PEPFAR will only succeed if its next phase does far more to train and retain health workers. Therefore, I urge that you make every possible effort to ensure that the legislation includes direct US support for training and retaining at least 140,000 new health professionals by 2013. PEPFAR has already expressed strong interest in supporting community health workers. Indeed, community health workers, who should be fairly compensated, are crucial to the AIDS response and need further support. Yet to move the response to the health worker crisis to the next level, this target should focus on professionals such as nurses, doctors, and laboratory technicians. This would be a significant start towards overcoming the massive health worker shortages and ensuring that countries have the health workers they require for HIV/AIDS programs - without drawing health workers away from other critical health programs. I also urge you to ensure that the legislation supports countries in developing and fully implementing national health workforce strategies designed to meet health needs, goals, and commitments. This will ensure that the United States supports a comprehensive response to the health worker crisis, such the need to equitably deploy and better manage health workers.

In addition, we ask you to support current language in the Senate bill that would lift the travel ban that bars people with HIV from visiting the United States.

The ban is a continuation of misunderstood, and offensive, practices that violate human rights and contribute to the stigma that fuels this pandemic. There are no public health grounds for the ban.

Sincerely,

Campaign Launched:
March 12, 2008



Background Information

PHR is calling for programs that will train, retain, and support hundreds of thousands of new health workers needed to deliver HIV, TB, and malaria services in the hardest hit countries.

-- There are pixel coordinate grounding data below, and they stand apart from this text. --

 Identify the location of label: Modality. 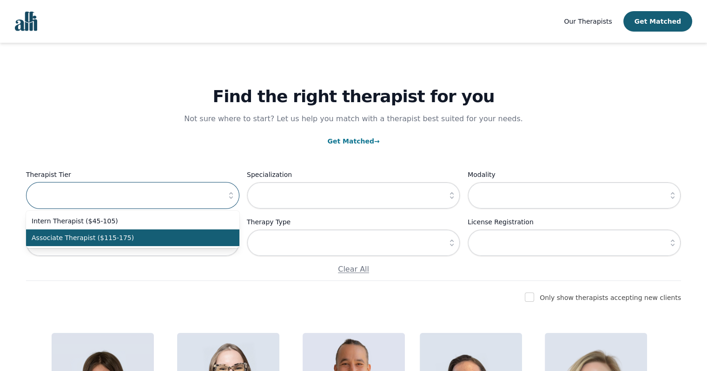
(574, 175). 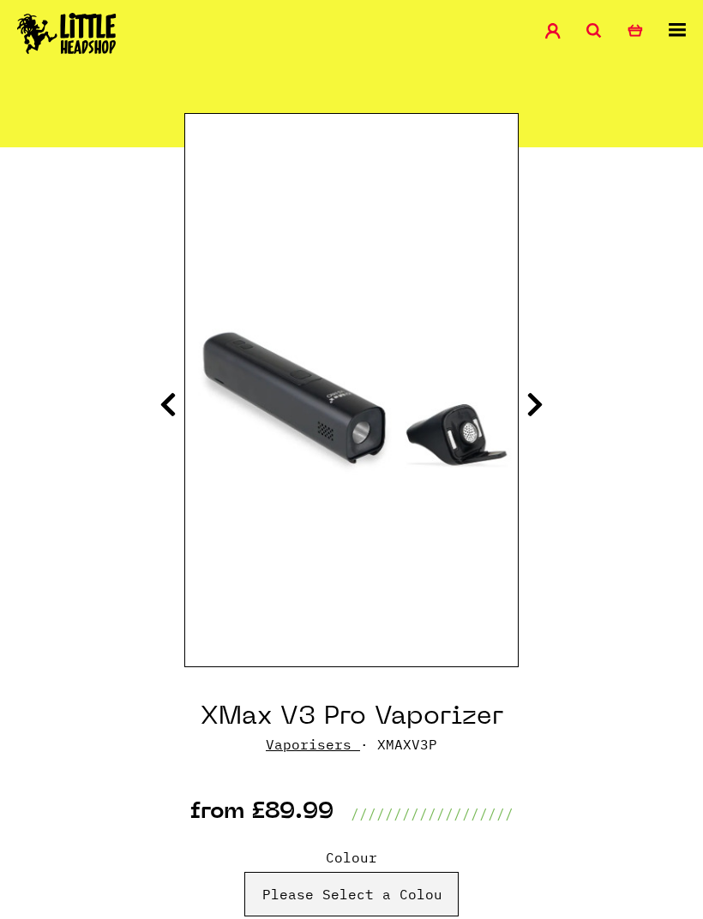 What do you see at coordinates (67, 33) in the screenshot?
I see `img: Little Head Shop Logo` at bounding box center [67, 33].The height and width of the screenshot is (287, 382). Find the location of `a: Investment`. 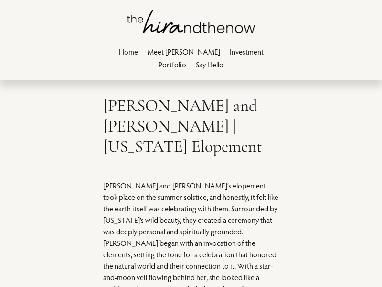

a: Investment is located at coordinates (247, 51).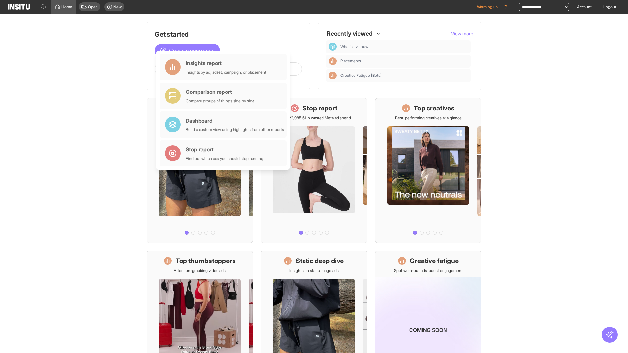 This screenshot has height=353, width=628. Describe the element at coordinates (428, 170) in the screenshot. I see `a: Top creativesBest-performing creatives at a glance` at that location.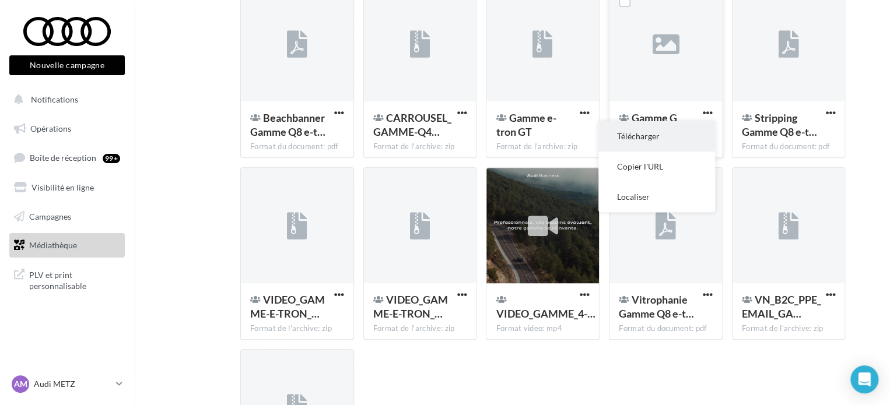  What do you see at coordinates (525, 125) in the screenshot?
I see `span: Gamme e-tron GT` at bounding box center [525, 125].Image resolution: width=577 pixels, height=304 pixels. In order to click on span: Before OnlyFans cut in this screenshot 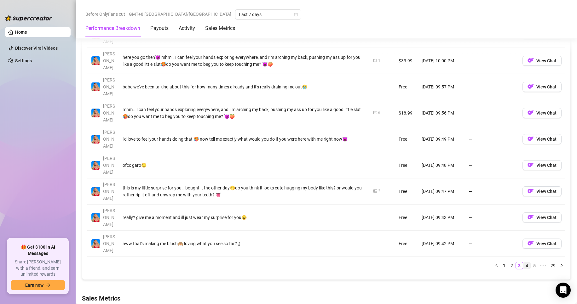, I will do `click(105, 14)`.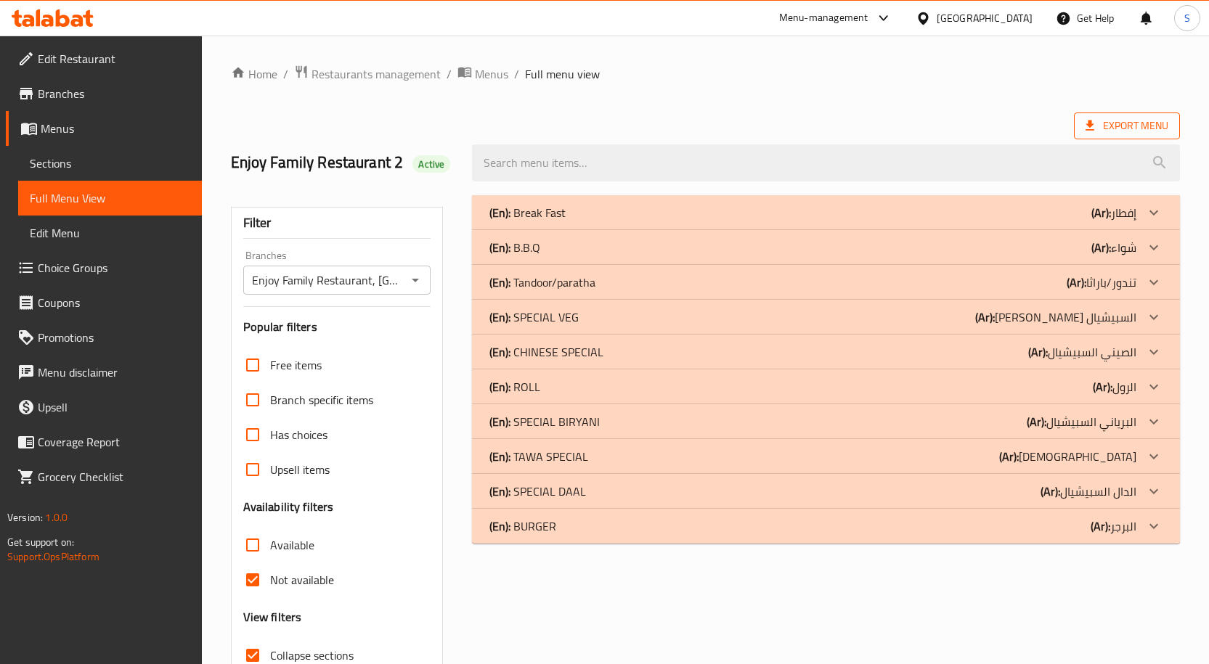 This screenshot has width=1209, height=664. I want to click on span: Menu disclaimer, so click(114, 372).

One of the greatest obstacles to continued progress in the fight against AIDS is the dire shortage of health workers, especially in sub-Saharan Africa. The World Health Organization has identified 57 countries, including 36 in Africa, where the current level of health workers makes it "very unlikely" that they will achieve the health-related Millennium Development Goals, aimed at reversing the spread of AIDS, malaria and other major diseases and significantly reducing child and maternal mortality.

In Africa, people are dying unnecessarily because there are simply not enough health care workers. Health workers--nurses, doctors, pharmacists, community health workers, laboratory technicians, physician assistants, nurse assistants, mental health workers, managers, and many more—are at the core of health systems everywhere. They diagnose and treat diseases, educate and care for patients and develop and implement policies and strategies to combat disease. But in sub-Saharan Africa, a mere 3% of the world's health workers struggle against all odds to treat 14% of the world's population and combat 24% of the global disease burden.

The World Health Organization estimates that sub-Saharan Africa is suffering a shortage of more than 800,000 doctors, nurses and midwives and an overall shortfall of nearly 1.5 million health workers. A recent estimate of the funds needed to double the health workforce in sub-Saharan Africa placed the cost at an additional $2 billion in the first year, and more in ensuing years—a major investment the US must be part of to ensure all of our global health initiatives save lives and build health systems that last.

PHR is calling for a lifting of the HIV travel ban.

The travel ban is a long-standing human rights violation that has been an embarrassment to the US since it was instituted in the early 1990s. There are no valid public health grounds for the ban, and hundreds of medical and public health organizations have opposed it since its inception.